Hacks with Friends 2020 Retrospective: A pitch to hitch in 2021

When the students go on winter break I go to Hacks with Friends (HWF) and highly recommend and encourage everyone who can to participate in HWF 2021.  Not only is it two days of free breakfast, lunch, and snacks at the Ross School of Business, but it’s a chance to work with a diverse cross section of faculty, staff, and students on innovative solutions to complex problems.  

This year there were 19 pitches from which to choose.  I was successful once again in choosing a pitch with a low probability of taking home the Golden Hard Drive and a high probability to crash and burn a.k.a. a project that spends the bulk of the time setting up the development environment.  

This year it was pitch 4 - A Pangeo State of Mind.  It had all the usual trappings; something I don’t know much about, something I think would be interesting, and something that requires installing development tools and software.  In 2019 it was pitch 7 - Mediawiki in the Container Age and in 2017 DevEnvy: Development Environments as Code.

You’d think I would have learned from past experience that eight hours isn’t enough time to start from ground zero and produce a minimal viable product.  Perhaps it is self sabotage, or fear of success, or just simply being impulsive but someone pitched the idea and they think it is possible so it must be possible, right?
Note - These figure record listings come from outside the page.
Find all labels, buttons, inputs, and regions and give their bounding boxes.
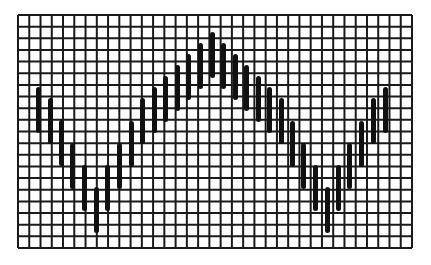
bar	[233, 54, 238, 100]
bar	[163, 76, 168, 122]
bar	[244, 65, 249, 111]
bar	[105, 165, 110, 211]
bar	[347, 143, 352, 189]
bar	[36, 87, 41, 133]
bar	[117, 143, 122, 189]
bar	[371, 98, 376, 144]
bar	[290, 121, 295, 167]
bar	[186, 54, 191, 100]
bar	[210, 32, 215, 78]
bar	[59, 120, 64, 166]
bar	[140, 98, 145, 144]
bar	[336, 165, 341, 211]
bar	[129, 121, 134, 167]
bar	[301, 143, 306, 189]
bar	[48, 98, 53, 144]
bar	[383, 87, 388, 133]
bar-zigzag	[0, 0, 431, 265]
bar	[313, 165, 318, 211]
bar	[256, 76, 261, 122]
bar	[94, 187, 99, 233]
bar	[82, 165, 87, 211]
bar	[70, 143, 75, 189]
bar	[267, 87, 272, 133]
bar	[359, 121, 364, 167]
bar	[175, 65, 180, 111]
bar	[279, 98, 284, 144]
bar	[198, 43, 203, 89]
bar	[152, 87, 157, 133]
bar	[221, 43, 226, 89]
bar	[325, 187, 330, 233]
Regardless of the fact that the second day of the event was spent putting together a presentation about all the things that went wrong, what we’d do differently, and have very little, if anything, to show for eight times the number of team members worth of work hours I’ll feel it was well worth the time to fail spectacularly because I had fun and learned something new.  

This year’s takeaway is the Jupyter Notebook.  Probably not new to many, but it was new to me, and given that Ruby is just one of the Jupyter kernels I have big plans.  Big big plans and perhaps one day I might actually be the one pitching that seductive developer-centric project.

At the end of the event I always tell myself next year will be different;  I’ll resist the impulse to join the developer-centric project, join a project where I can apply the skills I already have, select a pitch with a high probability of making it to the semifinals, and with a little luck, be on the team that takes home the coveted Gold Hard Drive award.

Yeah, I know, I’m dreaming, but hey, I’ll already be the next year’s winner just by participating.